This is such a unique book that it is going to be
challenging to describe. I really just want to shout, “YOU MUST READ THIS
AMAZING BOOK!” but I will try to do it justice.
As I mentioned, the novel is actually a series of separate
but ingeniously linked stories whose connections are not immediately obvious.
Each story has its own style, its own characters, and its own method of
storytelling. They each take place in a different time – starting in the 1800’s
all the way through sometime into the far future – and in a different place. It
is only as you read and progress through the book that the subtle connections
between the stories gradually unfold into a cohesive whole.
The novel begins with The
Pacific Journal of Adam Ewing, a first-person diary written by a man in the
mid-1800’s who is on board a ship, sailing from remote islands off the coast of
New Zealand, where he had business, through Hawaii, and back to his home in San
Francisco. The next section, Letters from
Zedelghem, is a series of letters from one friend, living in Belgium in 1931,
to another. Next is The First Luisa Rey
Mystery, a narrative about a journalist investigating a possible nuclear
industry scandal and cover-up in the 1970’s in a fictional California city
(which I just looked up and learned of yet another hidden connection in the
book!). In the very first sentence of this story, we encounter a familiar name
from a previous story.
The Ghastly Ordeal of
Timothy Cavendish is next, which its author explains in the first pages is
his hand-written memoir of events that took place in 1990’s England. The book
then jumps ahead to an undetermined time in the future in Korea in An Orison of Sonmi-451, in which the
world is both similar to and very different from our own today, and an
interview with a criminal gradually reveals the details of that dystopian world.
Finally, we get to the story Sloosha’s
Crossin’ An’ Ev’rythin’ After, a verbal telling of a story by an old man
about his childhood, on Hawaii very far into the future, after some sort of
apocalypse has taken mankind back to its agrarian roots.
Each story links with the others in subtle and creative ways
and is revisited twice in the book, in reverse order the second time (except
the last one I mentioned which is a single story in the middle). I was a bit
confused by the books’ shifting perspectives at first but soon settled into its
unique rhythms and went along for the ride. And what a ride it is! As you start
each new story, you don’t know how it will connect with the previous ones, but
discovering those tiny connections between people of different times is one of
this novel’s unique joys.
The writing in Cloud
Atlas is nothing short of mind-blowing. Each story comes across as written
(or spoken) by a different character, in a different style, and with a different
way of narrating. David Mitchell is like the conductor of an orchestra,
bringing these separate tunes together into a cohesive symphony. It’s a unique
experience in fiction…and I’ve read a LOT of novels! In addition, Mitchell’s
writing is so beautiful that I often tabbed quotes that I wanted to write down,
like this one, that one friend writes to another in Letters from Zedelghem:
“Autumn is leaving its mellowness behind for its spiky,
rotted stage. Don’t remember summer even saying good-bye.”
I love books that make me think, and Cloud Atlas also includes many thought-provoking lines that struck
me. This one is from the interview in that dystopian future, but its insights apply
remarkably well to our world today (and to all of the worlds depicted in the
novel):
“…ignorance of the Other engenders fear; fear engenders
hatred; hatred engenders violence; violence engenders further violence until
the only “rights,” the only law, are whatever is willed by the most powerful.”
Cloud Atlas is
one of the most clever, interesting, engaging books that I have ever read. Did
I mention how clever it is? The more I read, the more I liked it, until I got
to that point that arrives in all excellent novels, where I never wanted it to
end. Two weeks later, I am still thinking about it and marveling at such an
intricate, smart, unique approach to telling a story. This is a book that will
stick with me for a long time and is definitely in my top 10 books of all time.
I can’t wait to read some of Mitchell’s other novels.
Not convinced yet? “YOU MUST READ THIS AMAZING BOOK!”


BRIEF:
Make a verbatim copy of the entries below; pictures stay out.

[ENTRIES SHOWN — start]

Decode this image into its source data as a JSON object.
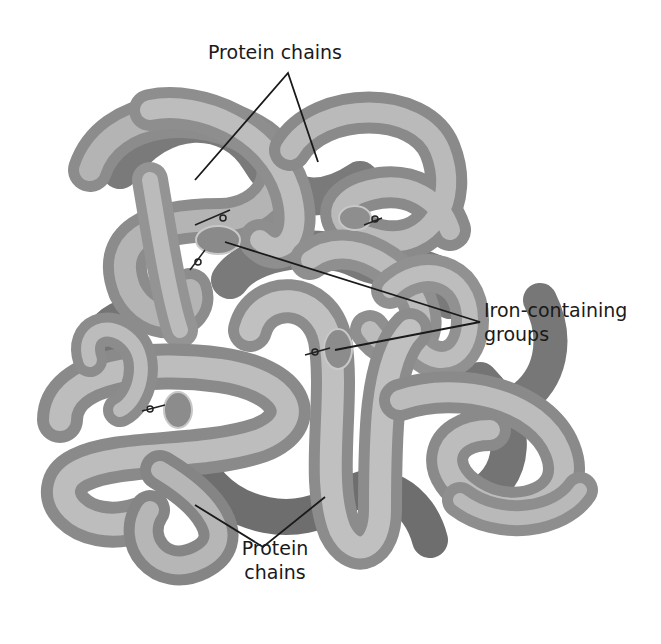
{
  "figure": {
    "labels": {
      "top": "Protein chains",
      "iron_line1": "Iron-containing",
      "iron_line2": "groups",
      "bottom_line1": "Protein",
      "bottom_line2": "chains"
    },
    "colors": {
      "background": "#ffffff",
      "tube_light": "#b8b8b8",
      "tube_mid": "#8e8e8e",
      "tube_dark": "#6a6a6a",
      "heme_disc": "#8a8a8a",
      "leader_line": "#1a1a1a"
    },
    "components": {
      "protein_chains": 4,
      "iron_groups": 4
    }
  }
}
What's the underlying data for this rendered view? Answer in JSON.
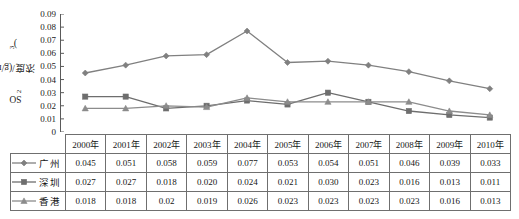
{
  "chart_data": {
    "type": "line",
    "title": "",
    "xlabel": "",
    "ylabel": "SO2浓度/(g/m3)",
    "ylabel_parts": {
      "prefix": "SO",
      "sub": "2",
      "middle": "浓度/(g/m",
      "sup": "3",
      "suffix": ")"
    },
    "categories": [
      "2000年",
      "2001年",
      "2002年",
      "2003年",
      "2004年",
      "2005年",
      "2006年",
      "2007年",
      "2008年",
      "2009年",
      "2010年"
    ],
    "ylim": [
      0,
      0.09
    ],
    "yticks": [
      "0",
      "0.01",
      "0.02",
      "0.03",
      "0.04",
      "0.05",
      "0.06",
      "0.07",
      "0.08",
      "0.09"
    ],
    "ytick_values": [
      0,
      0.01,
      0.02,
      0.03,
      0.04,
      0.05,
      0.06,
      0.07,
      0.08,
      0.09
    ],
    "grid": false,
    "legend_position": "table-first-column",
    "series": [
      {
        "name": "广州",
        "marker": "diamond",
        "color": "#808080",
        "values": [
          0.045,
          0.051,
          0.058,
          0.059,
          0.077,
          0.053,
          0.054,
          0.051,
          0.046,
          0.039,
          0.033
        ],
        "labels": [
          "0.045",
          "0.051",
          "0.058",
          "0.059",
          "0.077",
          "0.053",
          "0.054",
          "0.051",
          "0.046",
          "0.039",
          "0.033"
        ]
      },
      {
        "name": "深圳",
        "marker": "square",
        "color": "#6e6e6e",
        "values": [
          0.027,
          0.027,
          0.018,
          0.02,
          0.024,
          0.021,
          0.03,
          0.023,
          0.016,
          0.013,
          0.011
        ],
        "labels": [
          "0.027",
          "0.027",
          "0.018",
          "0.020",
          "0.024",
          "0.021",
          "0.030",
          "0.023",
          "0.016",
          "0.013",
          "0.011"
        ]
      },
      {
        "name": "香港",
        "marker": "triangle",
        "color": "#8c8c8c",
        "values": [
          0.018,
          0.018,
          0.02,
          0.019,
          0.026,
          0.023,
          0.023,
          0.023,
          0.023,
          0.016,
          0.013
        ],
        "labels": [
          "0.018",
          "0.018",
          "0.02",
          "0.019",
          "0.026",
          "0.023",
          "0.023",
          "0.023",
          "0.023",
          "0.016",
          "0.013"
        ]
      }
    ]
  },
  "table": {
    "corner_label": "",
    "columns": [
      "2000年",
      "2001年",
      "2002年",
      "2003年",
      "2004年",
      "2005年",
      "2006年",
      "2007年",
      "2008年",
      "2009年",
      "2010年"
    ],
    "rows": [
      {
        "label": "广州",
        "marker": "diamond",
        "cells": [
          "0.045",
          "0.051",
          "0.058",
          "0.059",
          "0.077",
          "0.053",
          "0.054",
          "0.051",
          "0.046",
          "0.039",
          "0.033"
        ]
      },
      {
        "label": "深圳",
        "marker": "square",
        "cells": [
          "0.027",
          "0.027",
          "0.018",
          "0.020",
          "0.024",
          "0.021",
          "0.030",
          "0.023",
          "0.016",
          "0.013",
          "0.011"
        ]
      },
      {
        "label": "香港",
        "marker": "triangle",
        "cells": [
          "0.018",
          "0.018",
          "0.02",
          "0.019",
          "0.026",
          "0.023",
          "0.023",
          "0.023",
          "0.023",
          "0.016",
          "0.013"
        ]
      }
    ]
  },
  "colors": {
    "axis": "#5a5a5a",
    "line_guangzhou": "#808080",
    "line_shenzhen": "#6e6e6e",
    "line_hongkong": "#8c8c8c",
    "table_border": "#6f6f6f",
    "text": "#161616"
  }
}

[ENTRIES SHOWN — finish]

ANSWER:
Decode this image into its source data as a JSON object.
{
  "figure": {
    "labels": {
      "top": "Protein chains",
      "iron_line1": "Iron-containing",
      "iron_line2": "groups",
      "bottom_line1": "Protein",
      "bottom_line2": "chains"
    },
    "colors": {
      "background": "#ffffff",
      "tube_light": "#b8b8b8",
      "tube_mid": "#8e8e8e",
      "tube_dark": "#6a6a6a",
      "heme_disc": "#8a8a8a",
      "leader_line": "#1a1a1a"
    },
    "components": {
      "protein_chains": 4,
      "iron_groups": 4
    }
  }
}
What's the underlying data for this rendered view? Answer in JSON.
{
  "chart_data": {
    "type": "line",
    "title": "",
    "xlabel": "",
    "ylabel": "SO2浓度/(g/m3)",
    "ylabel_parts": {
      "prefix": "SO",
      "sub": "2",
      "middle": "浓度/(g/m",
      "sup": "3",
      "suffix": ")"
    },
    "categories": [
      "2000年",
      "2001年",
      "2002年",
      "2003年",
      "2004年",
      "2005年",
      "2006年",
      "2007年",
      "2008年",
      "2009年",
      "2010年"
    ],
    "ylim": [
      0,
      0.09
    ],
    "yticks": [
      "0",
      "0.01",
      "0.02",
      "0.03",
      "0.04",
      "0.05",
      "0.06",
      "0.07",
      "0.08",
      "0.09"
    ],
    "ytick_values": [
      0,
      0.01,
      0.02,
      0.03,
      0.04,
      0.05,
      0.06,
      0.07,
      0.08,
      0.09
    ],
    "grid": false,
    "legend_position": "table-first-column",
    "series": [
      {
        "name": "广州",
        "marker": "diamond",
        "color": "#808080",
        "values": [
          0.045,
          0.051,
          0.058,
          0.059,
          0.077,
          0.053,
          0.054,
          0.051,
          0.046,
          0.039,
          0.033
        ],
        "labels": [
          "0.045",
          "0.051",
          "0.058",
          "0.059",
          "0.077",
          "0.053",
          "0.054",
          "0.051",
          "0.046",
          "0.039",
          "0.033"
        ]
      },
      {
        "name": "深圳",
        "marker": "square",
        "color": "#6e6e6e",
        "values": [
          0.027,
          0.027,
          0.018,
          0.02,
          0.024,
          0.021,
          0.03,
          0.023,
          0.016,
          0.013,
          0.011
        ],
        "labels": [
          "0.027",
          "0.027",
          "0.018",
          "0.020",
          "0.024",
          "0.021",
          "0.030",
          "0.023",
          "0.016",
          "0.013",
          "0.011"
        ]
      },
      {
        "name": "香港",
        "marker": "triangle",
        "color": "#8c8c8c",
        "values": [
          0.018,
          0.018,
          0.02,
          0.019,
          0.026,
          0.023,
          0.023,
          0.023,
          0.023,
          0.016,
          0.013
        ],
        "labels": [
          "0.018",
          "0.018",
          "0.02",
          "0.019",
          "0.026",
          "0.023",
          "0.023",
          "0.023",
          "0.023",
          "0.016",
          "0.013"
        ]
      }
    ]
  },
  "table": {
    "corner_label": "",
    "columns": [
      "2000年",
      "2001年",
      "2002年",
      "2003年",
      "2004年",
      "2005年",
      "2006年",
      "2007年",
      "2008年",
      "2009年",
      "2010年"
    ],
    "rows": [
      {
        "label": "广州",
        "marker": "diamond",
        "cells": [
          "0.045",
          "0.051",
          "0.058",
          "0.059",
          "0.077",
          "0.053",
          "0.054",
          "0.051",
          "0.046",
          "0.039",
          "0.033"
        ]
      },
      {
        "label": "深圳",
        "marker": "square",
        "cells": [
          "0.027",
          "0.027",
          "0.018",
          "0.020",
          "0.024",
          "0.021",
          "0.030",
          "0.023",
          "0.016",
          "0.013",
          "0.011"
        ]
      },
      {
        "label": "香港",
        "marker": "triangle",
        "cells": [
          "0.018",
          "0.018",
          "0.02",
          "0.019",
          "0.026",
          "0.023",
          "0.023",
          "0.023",
          "0.023",
          "0.016",
          "0.013"
        ]
      }
    ]
  },
  "colors": {
    "axis": "#5a5a5a",
    "line_guangzhou": "#808080",
    "line_shenzhen": "#6e6e6e",
    "line_hongkong": "#8c8c8c",
    "table_border": "#6f6f6f",
    "text": "#161616"
  }
}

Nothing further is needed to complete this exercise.